Diagnostic errors (missed, delayed, incorrect diagnoses) are increasingly being recognized as a prevalent cause of harm to patients. At the same time, physicians are simultaneously under pressure to deliver high-quality, low-cost health care. How do physicians come to a balance between the competing demands of addressing underuse versus overuse, and consequently a balance between underdiagnosis from inadequate investigations versus overdiagnosis and resource waste? Can physicians learn from hearing about their diagnostic errors and improve their diagnostic performance? Could this lead to reducing error and improving safety?
In a recent JAMA paper, we suggest strategies to help answer some of these questions and move us forward. We suggest ways to better align physicians’ diagnostic accuracy with their confidence—or better calibrate physicians in their diagnostic thinking. Why? Because low confidence may lead to overtesting and high confidence to undertesting. We suggest that the best diagnostician may be the physician who makes the correct diagnosis using the least resources, while maximizing patient experience.
This is no small feat.
Psychology literature suggests a solution: improve physicians’ calibration by providing them with feedback about their diagnoses. Why do we not do this already? The answer is complicated. While there are too many reasons to name here, one reason is that currently, when a physician gives a patient a wrong diagnosis, the physician may never learn about their mistake. The patient might go elsewhere in the event of a wrong diagnosis (either by seeking emergency care unbeknownst to their original physician or by seeking a second opinion from another physician).
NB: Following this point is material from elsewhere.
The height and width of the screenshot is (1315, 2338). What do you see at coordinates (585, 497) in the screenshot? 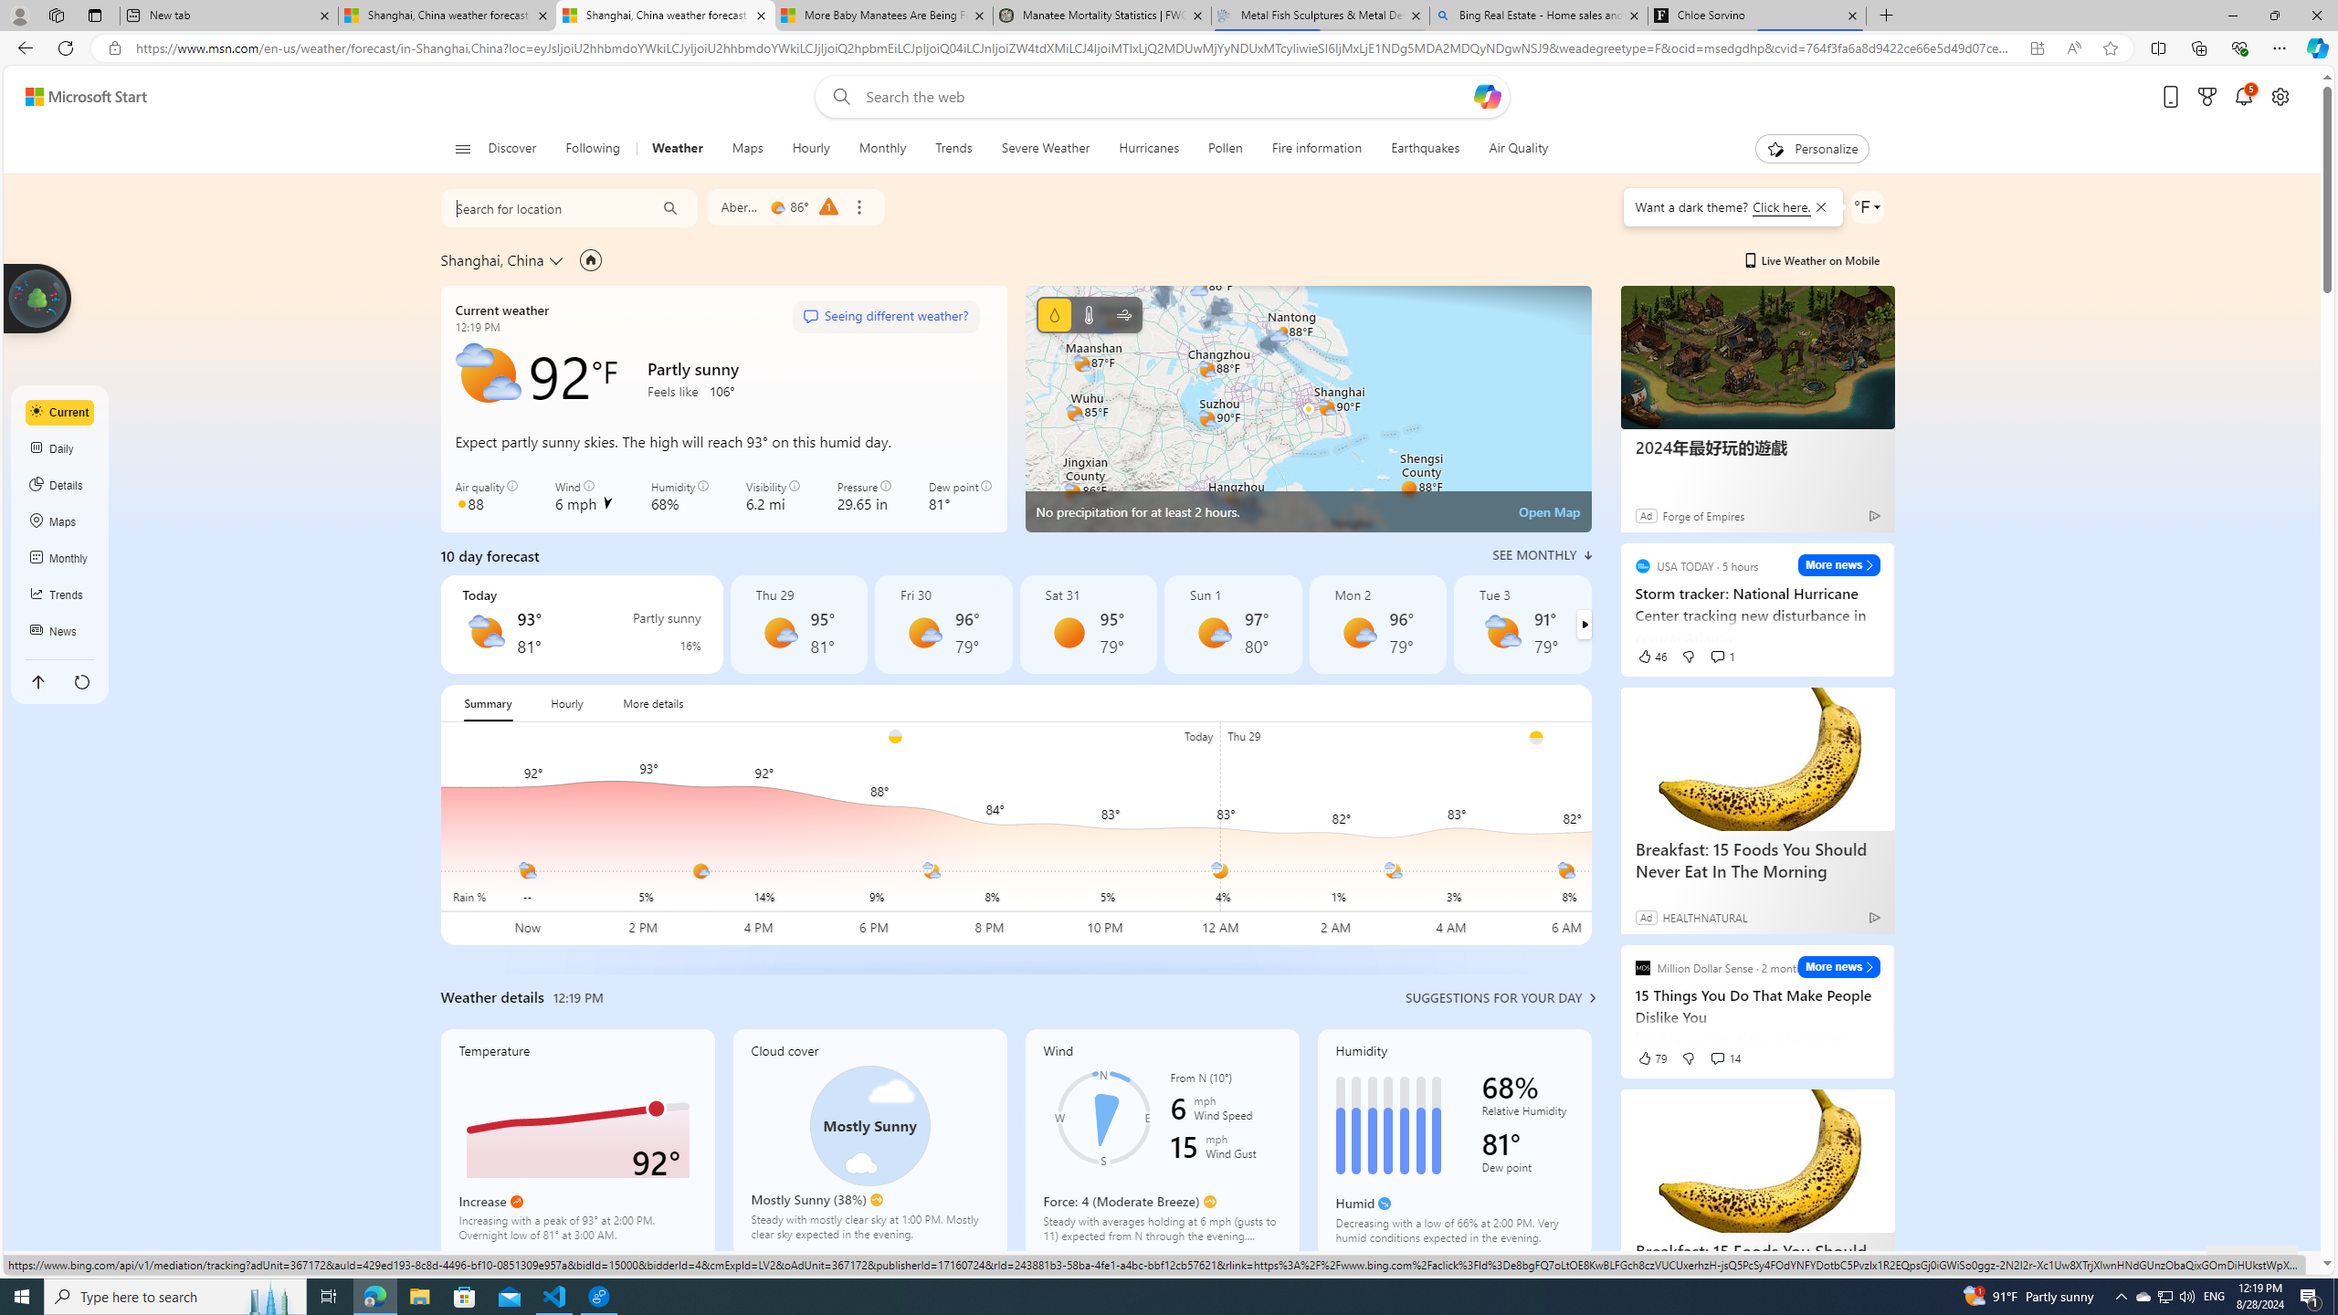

Another, perhaps thornier reason why physicians do not receive feedback about their diagnostic performance is that conversations involving feedback pose several challenges. For one, physicians may be uncomfortable receiving feedback about their thinking skills and competencies because they might find it threatening to their professional image. It has also been difficult to figure out what type of feedback would be helpful. We think a combination of quantitative and qualitative feedback will enable physicians to recalibrate their thinking by providing a helpful overview of their diagnostic processes, but by also providing an informative, in-depth analysis into the reasons behind their thinking and the context surrounding those decisions. We don’t need to always focus on outcomes, such as mistakes; focusing on what processes went right and wrong could be very useful.
How could this feedback occur? We suggest following these tips to deliver diagnostic performance feedback.
Diagnostic performance feedback should:
1. Occur within a receptive learning environment (tell physicians that the feedback is meant for learning and deliver all feedback in a positive, constructive, nonjudgmental, nonpunitive way)
2. Involve quantitative summaries of performance that are meaningful, but revolve around processes that can be improved by the physician (such as test results that were not acted upon or notified to patients in a certain time period)
3. Involve in-depth, qualitative deep dives of specific cases to enable self-assessment and accountability (make sure to highlight the cognitive, systems, and patient factors to paint a rich context)
4. Involve teams (diagnosing is often a team sport, and team feedback can help with processes related to team dynamics, but also capture a larger picture of the diagnostic process)
Creating this type of feedback within a learning health care system can produce better calibrated clinicians who prevent harm from missed diagnostic opportunities as well as from overdiagnosis, overtesting, and overtreatment.
Despite these tips, there are still many unknowns. What are the unintended consequences of such feedback (i.e., could this lead to hypervigilance)? What specific diagnostic processes and outcomes should be tracked and fed back to physicians in various specialties? How do we maintain clinician accountability? How do we develop peer-to-peer collaborative learning networks for practicing physicians who have no real means of getting feedback from let’s say a supervisor?
These unknowns, however, can be worked out and examined once feedback is routinely given. Who will take the first steps?
The findings and conclusions in this post are those of the authors and do not necessarily represent the official position of the Department of Veterans Affairs or the U.S. government.